Utilizing Federal Resources to Strengthen Elections
Regardless of the size of the election resources in a city or county, local election officials have the resources to investigate any threats to their election. Wyman shared information about the Help America Vote Act of 2002, which established the Election Assistance Commission (EAC). This organization is dedicated to assessing and improving voting systems and voter access and provides funding to help states meet mandatory minimum election administration and security standards.
CISA also works with local governments to quickly identify and mitigate any threats and provide year-round training for local election officials to identify common threats and harden their security posture.

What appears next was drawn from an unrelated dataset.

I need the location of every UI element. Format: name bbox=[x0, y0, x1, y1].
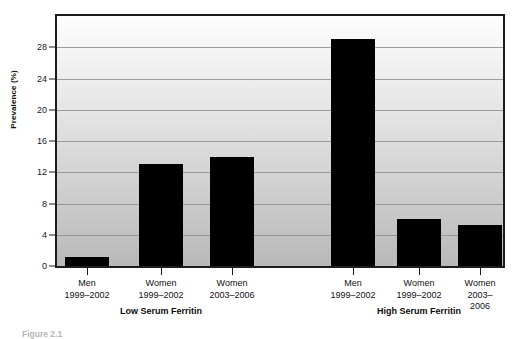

Deploying a Layered Approach to Election Security through Standard Operating Procedures
Piper emphasized that multiple security techniques and processes need to be in place to help cover various security considerations at each election, starting with robust standard operating procedures, hardened access control, strict chain of custody, and zero-trust security.
With standard operating procedures, election officials recognize quickly when a task or role deviates from protocol. Piper shares that election officials can learn from the security community to create these SOPs and execute them.
Every community that holds elections must also have a policy in place for access control. CISA helps election officials create SOPs that document the chain of custody of election equipment and ballots. A zero-trust security approach eliminates implicit trust and continuously validates every stage of the voting – from ballot printing to post-election audits. For example, this end-to-end technique is applied to how a voting tabulator is stored, tested, transported, and deployed, and to securing, transporting, and counting ballots. Election officials strictly document this process to show that the chain of custody has been met perfectly.
Addressing Constantly Evolving Election Security Challenges
Security directives are continually updated, incorporating advancing cybersecurity techniques and reflecting the desire from voters for transparency. For example, security approaches include stress testing software, increasing physical on-site security with the latest surveillance technology, enforcing additional logging, deploying seals to voting equipment, and securing devices with double-locking keys.
Poll workers also undergo special training, reflecting new security directives, and are mandatory reporters should they observe any wrongdoing. Insider threats are continually monitored so that polling workers and their efforts can also stand under scrutiny.
Building Public Trust Through Transparency
According to CISA, “securing election infrastructure from new and evolving threats is a vital national interest that requires a whole-of-society approach.” American voters have many open avenues to connect and learn about election security practices. Grandjean shared an infographic from the Ohio Secretary of State that describes to voters the core tenets of the voting security process. CISA also has a public library of election security resources for the public.
Every speaker emphasized that boards of elections and election officials must also include public relations as a part of their role. Ultimately, whenever there is a public demand or question of election security, election officials will have the tools, checklists, and transparent processes to demonstrate their commitment and compliance with federal election standards.

Susan Friedberg is Marketing Communications Consultant based in San Francisco and an ASIS Member. Reach her on LinkedIn.